My editor said of my first draft: “Yes, you are paying tribute to someone you disagreed with, but it doesn’t seem to cost you very much.”

He was wrong. It didn’t cost me anything.

As a person of faith, and his pastor for a time, I wanted to believe Vince’s life illuminated mine; that Christ worked in us—through Holy Communion if nothing else—but I was afraid to look closely if it meant exposing myself.

Journaling, a question emerges: Is it possible the traits I disliked in Vince are those I dislike in myself?

Vince insisted on being heard, and he interrupted worship services to expound his views. He didn’t stop when asked, even when no one agreed, perhaps believing that by stating his opinion often enough, or expressing his fears strongly and frequently enough, that others would come to his point of view, or change circumstances so that they no longer made him uncomfortable.

He wanted the world to change to fit his views.

I wanted him to change.

I wanted him to stop interrupting me, stop disagreeing with me, even to stop praising me, because the compliments always came with suggestions and reading material designed to fit me into his mold.

I see now how like him I am: stubborn in my convictions that I’m right and those who disagree with me are wrong, threatened by change unless it is change I initiate, motivated by fear, demanding that others validate my views.

In the twenty-five years I knew Vince I never saw him as a mirror. Instead of seeing myself reflected, I tried to deflect both him and self-knowledge. I wasn’t ready to give up those aspects of my personality until my life didn’t work: the plans I made failed and the people I insisted on managing rebelled.

It took my leaving ministry, my husband losing his job, the two of us moving far from friends and family for change to come.

But a car struck Vince and that was the end of the man I knew. The violence of the act and the days he lingered unnerved me. I wanted him to fight, wanted his tenacity to win when it mattered.

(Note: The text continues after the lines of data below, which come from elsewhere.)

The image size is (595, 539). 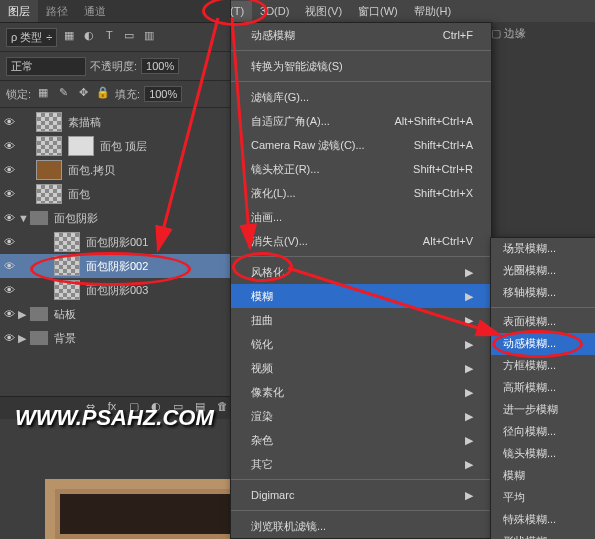 What do you see at coordinates (129, 37) in the screenshot?
I see `filter-shape-icon: ▭` at bounding box center [129, 37].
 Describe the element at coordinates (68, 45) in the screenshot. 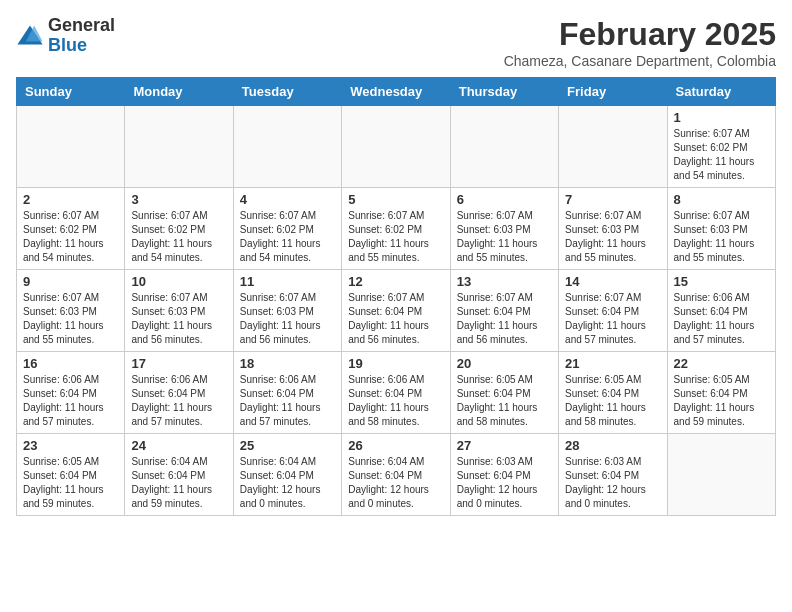

I see `logo-blue-text: Blue` at that location.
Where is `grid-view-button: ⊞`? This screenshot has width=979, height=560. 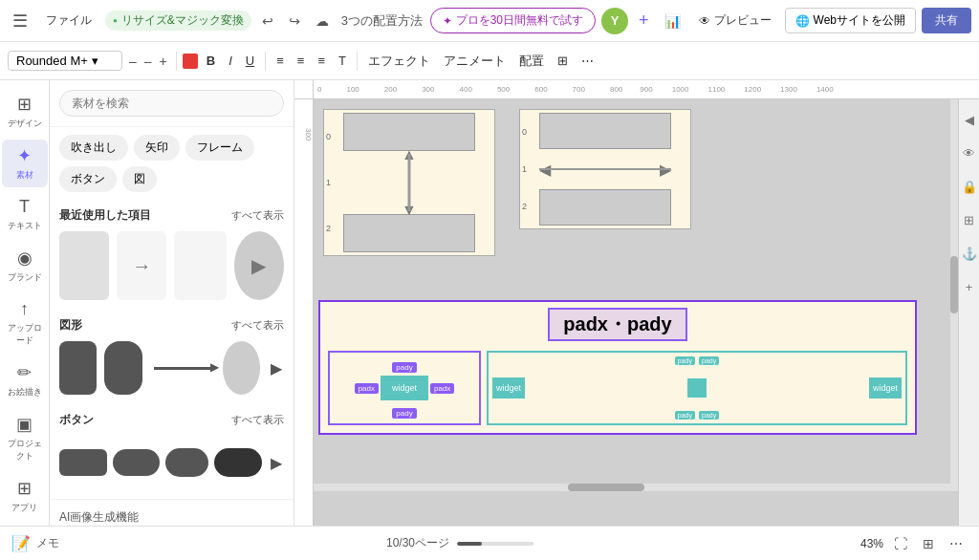 grid-view-button: ⊞ is located at coordinates (928, 544).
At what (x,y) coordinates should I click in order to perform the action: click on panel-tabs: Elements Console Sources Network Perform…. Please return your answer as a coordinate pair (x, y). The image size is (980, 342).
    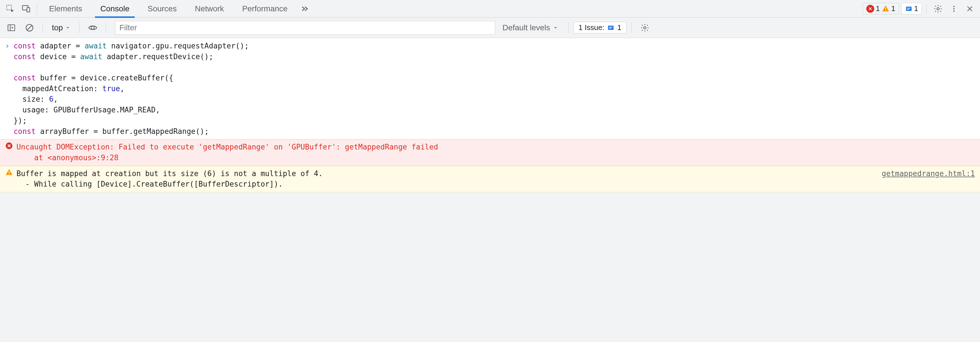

But maybe he too had changed. Or maybe death was one thing he never feared, knowing he’d find heaven and Jesus there.

There will be a memorial service this summer, but remembering haunts me now. I write and I write and I wonder if I’ll ever get our story right.

Cathy Warner is the author of Burnt Offerings (eLectio 2014). She serves as “Good Letters” Literary Editor, and earned an MFA from Seattle Pacific University. Cathy and her husband renovate homes hiring veterans through their business Yellow Ribbon Homes, and she leads writing workshops in West Puget Sound. Her website is cathywarner.com.